LAMP: Learning Universal Adversarial Perturbations for Multi-Image Tasks via Pre-trained Models
Alvi Md Ishmam, Najibul Haque Sarker, Zaber Ibn Abdul Hakim, Chris Thomas
TL;DR
LAMP presents a black-box approach to learning universal adversarial perturbations for multi-image MLLMs by leveraging an attention-centric objective that degrades cross-image information fusion. It introduces five loss terms, including a contagious objective that propagates perturbation effects to clean tokens and an index-attention suppression loss to achieve position-invariant attacks, while keeping the victim model frozen. Evaluations across multiple multi-image benchmarks and a range of open-source MLLMs show that LAMP significantly outperforms state-of-the-art baselines, achieving large gains in attack success rate while maintaining imperceptibility. The work demonstrates practical risks for real-world multi-image VLP systems and offers a transferable, model-agnostic attack framework with potential implications for robustness and defense research in multimodal AI. The perturbation learning relies on a surrogate pretrained model and a constrained budget, enabling robust transfer to unseen architectures and tasks in black-box settings.
Abstract
Multimodal Large Language Models (MLLMs) have achieved remarkable performance across vision-language tasks.
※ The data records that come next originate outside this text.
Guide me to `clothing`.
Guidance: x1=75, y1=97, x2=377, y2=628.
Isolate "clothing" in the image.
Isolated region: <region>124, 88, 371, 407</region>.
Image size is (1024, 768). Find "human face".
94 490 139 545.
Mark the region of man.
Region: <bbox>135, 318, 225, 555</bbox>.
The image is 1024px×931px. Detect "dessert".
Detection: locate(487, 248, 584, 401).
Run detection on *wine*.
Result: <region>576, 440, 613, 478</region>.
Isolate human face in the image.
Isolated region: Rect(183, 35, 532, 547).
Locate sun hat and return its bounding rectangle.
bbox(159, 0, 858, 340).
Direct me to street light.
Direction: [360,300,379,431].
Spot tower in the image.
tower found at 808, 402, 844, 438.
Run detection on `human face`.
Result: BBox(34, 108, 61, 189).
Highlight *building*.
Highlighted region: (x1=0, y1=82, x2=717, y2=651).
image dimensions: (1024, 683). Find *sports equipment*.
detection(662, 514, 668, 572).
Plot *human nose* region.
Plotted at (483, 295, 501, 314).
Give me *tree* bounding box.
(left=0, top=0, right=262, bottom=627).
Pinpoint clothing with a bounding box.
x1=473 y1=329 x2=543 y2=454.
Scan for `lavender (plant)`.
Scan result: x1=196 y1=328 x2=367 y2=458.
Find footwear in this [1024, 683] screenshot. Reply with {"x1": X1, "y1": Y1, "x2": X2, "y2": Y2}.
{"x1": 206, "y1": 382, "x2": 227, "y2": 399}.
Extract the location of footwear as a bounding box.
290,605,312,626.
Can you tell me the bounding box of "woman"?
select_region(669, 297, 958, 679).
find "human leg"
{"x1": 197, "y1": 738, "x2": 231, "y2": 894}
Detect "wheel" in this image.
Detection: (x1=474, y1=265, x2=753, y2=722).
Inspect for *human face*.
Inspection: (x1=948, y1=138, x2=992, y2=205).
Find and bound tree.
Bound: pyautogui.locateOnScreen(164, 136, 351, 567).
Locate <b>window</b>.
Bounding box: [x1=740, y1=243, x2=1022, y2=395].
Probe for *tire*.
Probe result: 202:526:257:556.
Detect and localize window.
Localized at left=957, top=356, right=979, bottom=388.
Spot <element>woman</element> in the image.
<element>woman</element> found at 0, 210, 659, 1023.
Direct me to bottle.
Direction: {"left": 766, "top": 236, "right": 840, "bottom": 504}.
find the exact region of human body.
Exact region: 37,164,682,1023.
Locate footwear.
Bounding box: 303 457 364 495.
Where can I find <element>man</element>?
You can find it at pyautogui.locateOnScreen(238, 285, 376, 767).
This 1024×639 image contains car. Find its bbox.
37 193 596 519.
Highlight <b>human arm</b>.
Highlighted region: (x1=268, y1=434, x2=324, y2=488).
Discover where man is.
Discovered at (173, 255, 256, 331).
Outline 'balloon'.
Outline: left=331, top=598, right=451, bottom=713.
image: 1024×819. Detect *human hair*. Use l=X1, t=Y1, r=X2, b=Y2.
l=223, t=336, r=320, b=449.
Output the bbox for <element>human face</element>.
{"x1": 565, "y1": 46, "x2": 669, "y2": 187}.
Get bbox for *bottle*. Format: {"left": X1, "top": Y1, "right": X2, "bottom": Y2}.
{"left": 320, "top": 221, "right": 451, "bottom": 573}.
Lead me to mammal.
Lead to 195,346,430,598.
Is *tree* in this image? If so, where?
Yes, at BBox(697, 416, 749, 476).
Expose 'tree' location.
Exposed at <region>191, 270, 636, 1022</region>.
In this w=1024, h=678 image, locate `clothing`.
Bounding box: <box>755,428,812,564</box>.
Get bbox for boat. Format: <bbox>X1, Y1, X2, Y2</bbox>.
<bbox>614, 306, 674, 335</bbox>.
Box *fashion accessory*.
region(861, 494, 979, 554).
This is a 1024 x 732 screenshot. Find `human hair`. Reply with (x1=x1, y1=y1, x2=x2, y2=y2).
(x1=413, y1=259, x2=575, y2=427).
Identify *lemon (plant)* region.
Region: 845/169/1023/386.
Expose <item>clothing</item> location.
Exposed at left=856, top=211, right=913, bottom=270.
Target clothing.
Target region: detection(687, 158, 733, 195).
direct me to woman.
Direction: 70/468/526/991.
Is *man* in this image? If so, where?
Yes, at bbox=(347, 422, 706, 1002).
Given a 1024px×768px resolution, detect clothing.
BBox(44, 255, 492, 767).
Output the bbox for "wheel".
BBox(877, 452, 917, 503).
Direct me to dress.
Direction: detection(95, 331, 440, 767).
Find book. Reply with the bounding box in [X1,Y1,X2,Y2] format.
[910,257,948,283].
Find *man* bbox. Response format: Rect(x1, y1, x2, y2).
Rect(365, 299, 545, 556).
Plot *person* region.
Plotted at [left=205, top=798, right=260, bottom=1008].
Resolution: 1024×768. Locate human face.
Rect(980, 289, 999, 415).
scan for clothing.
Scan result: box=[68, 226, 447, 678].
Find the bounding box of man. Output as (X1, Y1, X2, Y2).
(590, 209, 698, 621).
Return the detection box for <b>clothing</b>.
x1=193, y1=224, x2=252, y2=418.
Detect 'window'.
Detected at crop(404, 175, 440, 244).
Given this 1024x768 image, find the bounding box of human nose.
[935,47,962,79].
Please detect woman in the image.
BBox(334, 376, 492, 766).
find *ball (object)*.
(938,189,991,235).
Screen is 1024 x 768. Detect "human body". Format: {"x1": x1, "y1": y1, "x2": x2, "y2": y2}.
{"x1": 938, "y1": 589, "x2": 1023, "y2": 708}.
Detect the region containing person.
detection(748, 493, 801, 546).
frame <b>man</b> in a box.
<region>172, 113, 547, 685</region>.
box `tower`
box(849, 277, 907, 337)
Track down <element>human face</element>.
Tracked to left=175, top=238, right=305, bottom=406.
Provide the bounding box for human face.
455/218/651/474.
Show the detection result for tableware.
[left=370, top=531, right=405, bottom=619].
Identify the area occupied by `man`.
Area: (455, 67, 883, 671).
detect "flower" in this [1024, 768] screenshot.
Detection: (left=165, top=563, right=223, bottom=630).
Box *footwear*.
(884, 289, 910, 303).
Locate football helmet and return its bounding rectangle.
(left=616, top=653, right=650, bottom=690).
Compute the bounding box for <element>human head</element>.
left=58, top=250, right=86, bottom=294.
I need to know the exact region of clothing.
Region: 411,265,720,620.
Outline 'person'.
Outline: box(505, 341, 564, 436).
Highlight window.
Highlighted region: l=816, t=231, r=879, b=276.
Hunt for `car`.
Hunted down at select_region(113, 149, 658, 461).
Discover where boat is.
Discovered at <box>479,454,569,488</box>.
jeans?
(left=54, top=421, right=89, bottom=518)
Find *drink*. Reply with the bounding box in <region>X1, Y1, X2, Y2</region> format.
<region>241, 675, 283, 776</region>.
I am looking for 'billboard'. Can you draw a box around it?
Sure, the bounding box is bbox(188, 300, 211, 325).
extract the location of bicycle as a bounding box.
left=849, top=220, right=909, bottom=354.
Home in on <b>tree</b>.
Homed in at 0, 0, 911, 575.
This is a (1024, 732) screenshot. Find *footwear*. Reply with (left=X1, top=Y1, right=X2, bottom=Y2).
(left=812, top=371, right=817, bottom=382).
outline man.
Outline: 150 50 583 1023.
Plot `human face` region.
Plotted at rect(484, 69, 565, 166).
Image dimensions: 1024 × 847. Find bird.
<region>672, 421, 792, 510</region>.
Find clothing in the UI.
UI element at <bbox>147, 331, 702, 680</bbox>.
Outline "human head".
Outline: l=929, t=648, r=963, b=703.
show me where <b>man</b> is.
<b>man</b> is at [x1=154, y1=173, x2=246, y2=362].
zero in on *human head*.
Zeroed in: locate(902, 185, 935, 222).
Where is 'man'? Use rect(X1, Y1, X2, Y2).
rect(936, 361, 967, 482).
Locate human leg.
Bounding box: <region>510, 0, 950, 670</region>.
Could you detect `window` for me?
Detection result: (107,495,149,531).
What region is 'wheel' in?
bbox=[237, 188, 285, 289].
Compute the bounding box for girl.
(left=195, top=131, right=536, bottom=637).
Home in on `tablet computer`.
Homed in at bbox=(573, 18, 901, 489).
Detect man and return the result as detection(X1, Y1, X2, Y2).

Recent advancements allow these models to process multiple images as inputs. However, the vulnerabilities of multi-image MLLMs remain unexplored. Existing adversarial attacks focus on single-image settings and often assume a white-box threat model, which is impractical in many real-world scenarios. This paper introduces LAMP, a black-box method for learning Universal Adversarial Perturbations (UAPs) targeting multi-image MLLMs. LAMP applies an attention-based constraint that prevents the model from effectively aggregating information across images. LAMP also introduces a novel cross-image contagious constraint that forces perturbed tokens to influence clean tokens, spreading adversarial effects without requiring all inputs to be modified. Additionally, an index-attention suppression loss enables a robust position-invariant attack. Experimental results show that LAMP outperforms SOTA baselines and achieves the highest attack success rates across multiple vision-language tasks and models.